A connection between sleep and hunger

The hormone that tells the body when it’s time to sleep also regulates food intake and fat accumulation

Melatonina_01-MelatoninaLÉO RAMOSIt has been known for some time that melatonin plays a role in regulating sleep. The hormone is produced by the pineal gland, situated in the center of the brain. Now there is evidence that it also plays a key role in hunger control, in the accumulation of fats and in energy consumption.  “In the absence of melatonin, mice developed metabolic diseases and became obese. Yet its replacement led to weight loss,” says José Cipolla Neto, a physiologist at the University of São Paulo (USP).
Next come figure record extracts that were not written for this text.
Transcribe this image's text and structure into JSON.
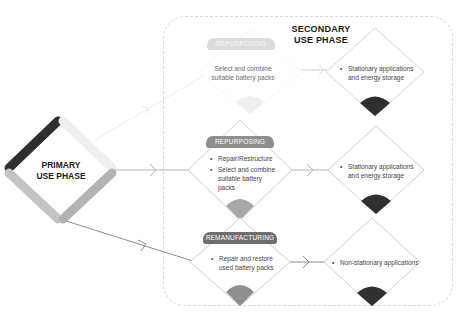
{
  "primary": {
    "title": "PRIMARY\nUSE PHASE",
    "title_line1": "PRIMARY",
    "title_line2": "USE PHASE"
  },
  "secondary": {
    "title_line1": "SECONDARY",
    "title_line2": "USE PHASE"
  },
  "paths": [
    {
      "process_tag": "REPURPOSING",
      "process_items": [
        "Select and combine suitable battery packs"
      ],
      "application_items": [
        "Stationary applications and energy storage"
      ],
      "faded": true
    },
    {
      "process_tag": "REPURPOSING",
      "process_items": [
        "Repair/Restructure",
        "Select and combine suitable battery packs"
      ],
      "application_items": [
        "Stationary applications and energy storage"
      ],
      "faded": false
    },
    {
      "process_tag": "REMANUFACTURING",
      "process_items": [
        "Repair and restore used battery packs"
      ],
      "application_items": [
        "Non-stationary applications"
      ],
      "faded": false
    }
  ],
  "colors": {
    "dark": "#2f2f2f",
    "mid_gray": "#9a9a9a",
    "light_gray": "#c8c8c8",
    "faint": "#eeeeee",
    "line": "#8c8c8c",
    "frame": "#d9d9d9"
  }
}
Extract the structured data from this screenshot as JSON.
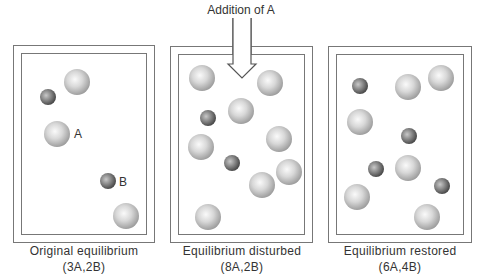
{
  "arrow": {
    "label": "Addition of A"
  },
  "panels": [
    {
      "caption": "Original equilibrium",
      "counts": "(3A,2B)",
      "sphere_labels": {
        "A": "A",
        "B": "B"
      }
    },
    {
      "caption": "Equilibrium disturbed",
      "counts": "(8A,2B)"
    },
    {
      "caption": "Equilibrium restored",
      "counts": "(6A,4B)"
    }
  ]
}
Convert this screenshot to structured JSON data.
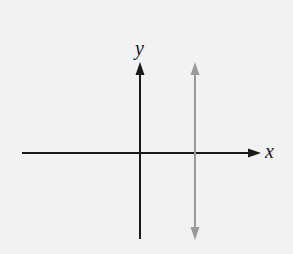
{
  "diagram": {
    "type": "coordinate-axes-with-vertical-line",
    "background": "#f2f2f2",
    "axes": {
      "x_label": "x",
      "y_label": "y",
      "color": "#1a1a1a"
    },
    "vertical_line": {
      "description": "vertical line to the right of the y-axis, double-headed arrow",
      "color": "#9a9a9a"
    }
  }
}
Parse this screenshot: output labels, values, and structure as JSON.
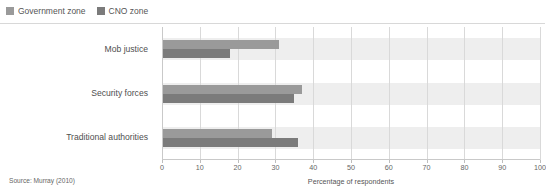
{
  "legend": {
    "position": "top-left",
    "entries": [
      {
        "label": "Government zone",
        "color": "#9a9a9a",
        "swatch_name": "legend-swatch-government-zone"
      },
      {
        "label": "CNO zone",
        "color": "#7b7b7b",
        "swatch_name": "legend-swatch-cno-zone"
      }
    ]
  },
  "footer": {
    "source": "Source: Murray (2010)",
    "x_axis_title": "Percentage of respondents"
  },
  "chart_data": {
    "type": "bar",
    "orientation": "horizontal",
    "title": "",
    "subtitle": "",
    "xlabel": "Percentage of respondents",
    "ylabel": "",
    "categories": [
      "Mob justice",
      "Security forces",
      "Traditional authorities"
    ],
    "series": [
      {
        "name": "Government zone",
        "color": "#9a9a9a",
        "values": [
          31,
          37,
          29
        ]
      },
      {
        "name": "CNO zone",
        "color": "#7b7b7b",
        "values": [
          18,
          35,
          36
        ]
      }
    ],
    "xlim": [
      0,
      100
    ],
    "xticks": [
      0,
      10,
      20,
      30,
      40,
      50,
      60,
      70,
      80,
      90,
      100
    ],
    "xtick_labels": [
      "0",
      "10",
      "20",
      "30",
      "40",
      "50",
      "60",
      "70",
      "80",
      "90",
      "100"
    ],
    "grid": "vertical",
    "band_color": "#eeeeee",
    "gridline_color": "#d9d9d9",
    "legend_position": "top-left"
  }
}
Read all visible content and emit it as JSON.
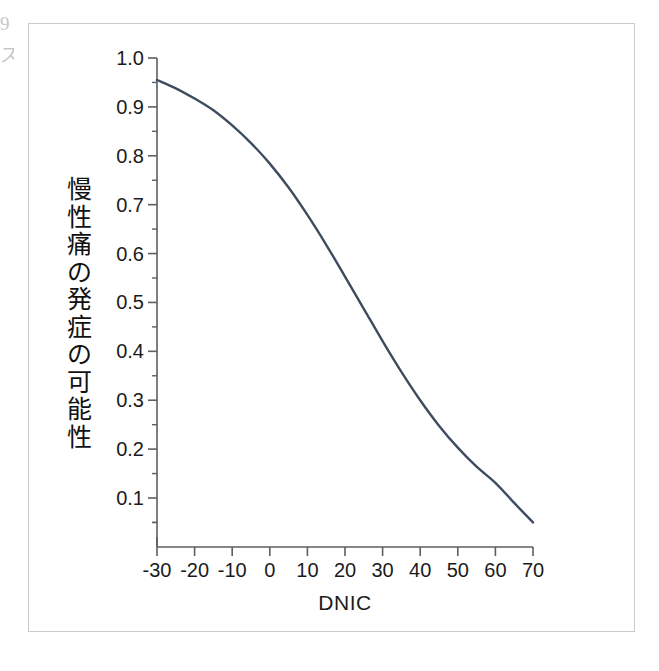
{
  "figure": {
    "background_color": "#ffffff",
    "frame_color": "#c9cccd",
    "axis_color": "#5a5f63",
    "text_color": "#1b1b1b",
    "curve_color": "#3d4c5e"
  },
  "edge_artifacts": {
    "glyph_top": "9",
    "glyph_bottom": "ス"
  },
  "axis_titles": {
    "x": "DNIC",
    "y_vertical_chars": [
      "慢",
      "性",
      "痛",
      "の",
      "発",
      "症",
      "の",
      "可",
      "能",
      "性"
    ],
    "y_text": "慢性痛の発症の可能性"
  },
  "chart_data": {
    "type": "line",
    "title": "",
    "xlabel": "DNIC",
    "ylabel": "慢性痛の発症の可能性",
    "xlim": [
      -30,
      70
    ],
    "ylim": [
      0.0,
      1.0
    ],
    "xticks": [
      -30,
      -20,
      -10,
      0,
      10,
      20,
      30,
      40,
      50,
      60,
      70
    ],
    "xtick_labels": [
      "-30",
      "-20",
      "-10",
      "0",
      "10",
      "20",
      "30",
      "40",
      "50",
      "60",
      "70"
    ],
    "yticks": [
      0.1,
      0.2,
      0.3,
      0.4,
      0.5,
      0.6,
      0.7,
      0.8,
      0.9,
      1.0
    ],
    "ytick_labels": [
      "0.1",
      "0.2",
      "0.3",
      "0.4",
      "0.5",
      "0.6",
      "0.7",
      "0.8",
      "0.9",
      "1.0"
    ],
    "y_minor_ticks": [
      0.05,
      0.15,
      0.25,
      0.35,
      0.45,
      0.55,
      0.65,
      0.75,
      0.85,
      0.95
    ],
    "grid": false,
    "legend": null,
    "series": [
      {
        "name": "predicted probability",
        "color": "#3d4c5e",
        "line_width": 2.4,
        "x": [
          -30,
          -25,
          -20,
          -15,
          -10,
          -5,
          0,
          5,
          10,
          15,
          20,
          25,
          30,
          35,
          40,
          45,
          50,
          55,
          60,
          65,
          70
        ],
        "y": [
          0.955,
          0.938,
          0.917,
          0.893,
          0.862,
          0.826,
          0.784,
          0.735,
          0.679,
          0.618,
          0.553,
          0.487,
          0.421,
          0.358,
          0.3,
          0.248,
          0.203,
          0.164,
          0.131,
          0.09,
          0.05
        ]
      }
    ]
  }
}
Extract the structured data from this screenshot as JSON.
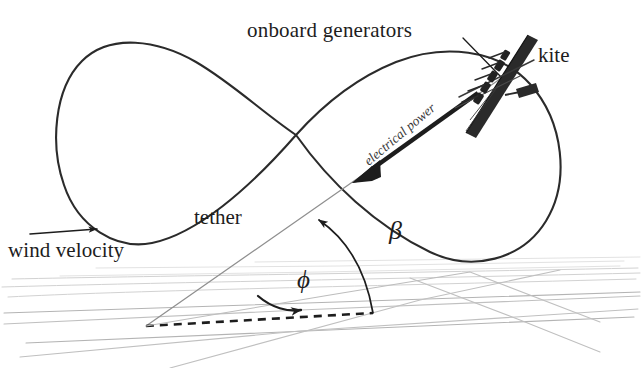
{
  "figure": {
    "background_color": "#ffffff",
    "width": 642,
    "height": 368
  },
  "labels": {
    "onboard_generators": "onboard generators",
    "kite": "kite",
    "electrical_power": "electrical power",
    "tether": "tether",
    "wind_velocity": "wind velocity",
    "beta": "β",
    "phi": "ϕ"
  },
  "colors": {
    "ink": "#1d1d1d",
    "path_stroke": "#2b2b2b",
    "tether_stroke": "#8a8a8a",
    "ground_grid": "#cfcfcf",
    "ground_grid_strong": "#a8a8a8",
    "dashed_projection": "#1d1d1d",
    "kite_body": "#2a2a2a",
    "arrow_fill": "#1d1d1d",
    "italic_label": "#3a3a3a"
  },
  "elements": {
    "flight_path": {
      "name": "figure-eight flight path",
      "description": "Closed lazy-eight (figure-of-eight) crosswind trajectory drawn in perspective; large left lobe and tilted right lobe crossing near image centre."
    },
    "kite": {
      "name": "kite",
      "description": "Dark slender rigid wing inclined from lower-left to upper-right, carrying a row of small onboard generator pods, with a small winglet / tail surface to its right."
    },
    "onboard_generators": {
      "name": "onboard generators",
      "description": "Row of small dark propeller/turbine pods mounted along the kite wing; annotated by a leader line from the text label."
    },
    "electrical_power": {
      "name": "electrical power arrow",
      "description": "Thick solid arrow pointing down-left along the tether from the kite toward the ground station, labelled in italics."
    },
    "tether": {
      "name": "tether",
      "description": "Thin straight grey line from the ground anchor point up-right to the kite."
    },
    "wind_velocity": {
      "name": "wind velocity arrow",
      "description": "Thin horizontal arrow at the left pointing right, indicating the incoming wind direction."
    },
    "beta": {
      "name": "elevation angle beta",
      "description": "Curved arc with an arrowhead measuring the elevation angle between the ground plane projection and the tether."
    },
    "phi": {
      "name": "azimuth angle phi",
      "description": "Curved arc with an arrowhead in the ground plane measuring the azimuth angle between the downwind direction and the tether's ground projection."
    },
    "ground_plane": {
      "name": "ground plane",
      "description": "Faint grey perspective grid of lines representing the horizontal ground plane."
    },
    "projection": {
      "name": "tether ground projection",
      "description": "Bold black dashed line in the ground plane from the anchor point to the foot of the beta arc."
    },
    "anchor": {
      "name": "ground station anchor point",
      "description": "Point where the tether, the dashed ground projection and the azimuth reference line all meet."
    }
  },
  "geometry": {
    "anchor_point": [
      146,
      326
    ],
    "kite_point": [
      498,
      80
    ],
    "path_crossing": [
      296,
      135
    ],
    "beta_foot": [
      373,
      313
    ],
    "wind_arrow": {
      "from": [
        30,
        233
      ],
      "to": [
        101,
        228
      ]
    },
    "power_arrow": {
      "from": [
        476,
        95
      ],
      "to": [
        355,
        182
      ]
    }
  }
}
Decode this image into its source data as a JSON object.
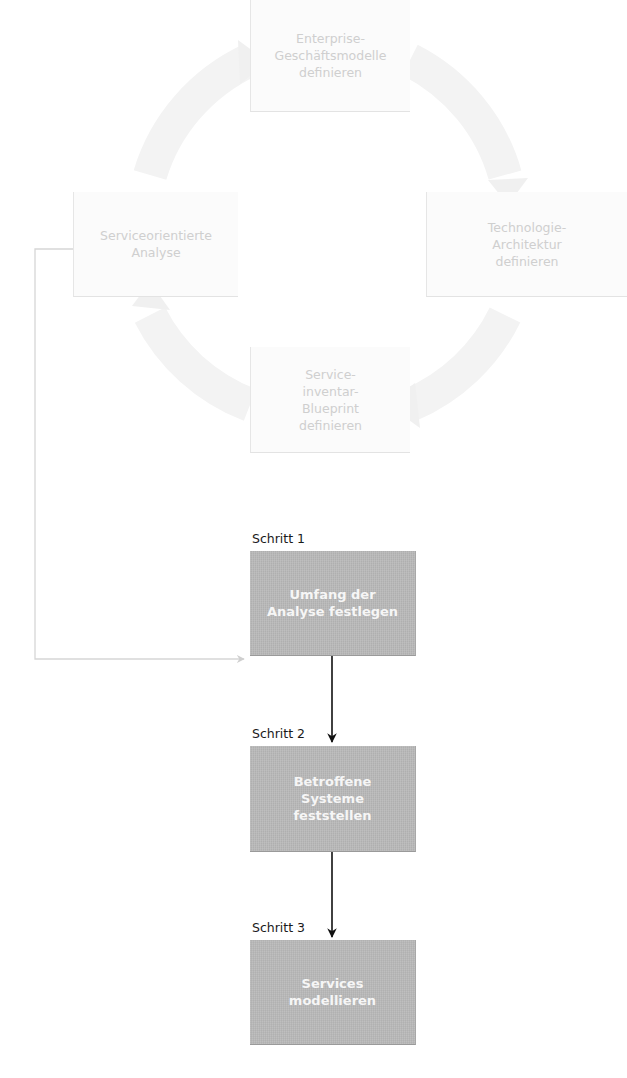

He coordinated a series of animal experiments, conducted in partnership with other researchers from São Paulo, France and the United States, demonstrating that melatonin levels, which fluctuate throughout the day, affect food intake and energy expenditure, the so-called energy balance of the body.

Cipolla and his colleagues began to identify the influence of this hormone on hunger and energy accumulation using a classic strategy of physiology. According to this strategy, to know how a certain component of a system works, one must eliminate it and see what happens. They surgically removed the animals’ pineal gland, halting production of the hormone, and then they tracked the changes that occurred. Then, as the piece they removed was put back in place, they reversed the effect, restoring the melatonin orally and registering how the functioning of various organs and tissues activated by melatonin were affected. The experiments revealed that energy metabolism has a daily temporal organization synchronized by melatonin.

As it gets dark, the pineal gland begins to release melatonin until it reaches a maximum concentration, flooding the body with the hormone. From this peak, which occurs around the middle of the night, its concentration decreases and remains low during the morning and the afternoon; these levels are 10 times lower than at night. In the case of humans and other mammals active during the day, the lower concentrations coincide with the period of greatest activity. Humans and other mammals eat during the day—or at least eat more than at night—and store more energy than they expend.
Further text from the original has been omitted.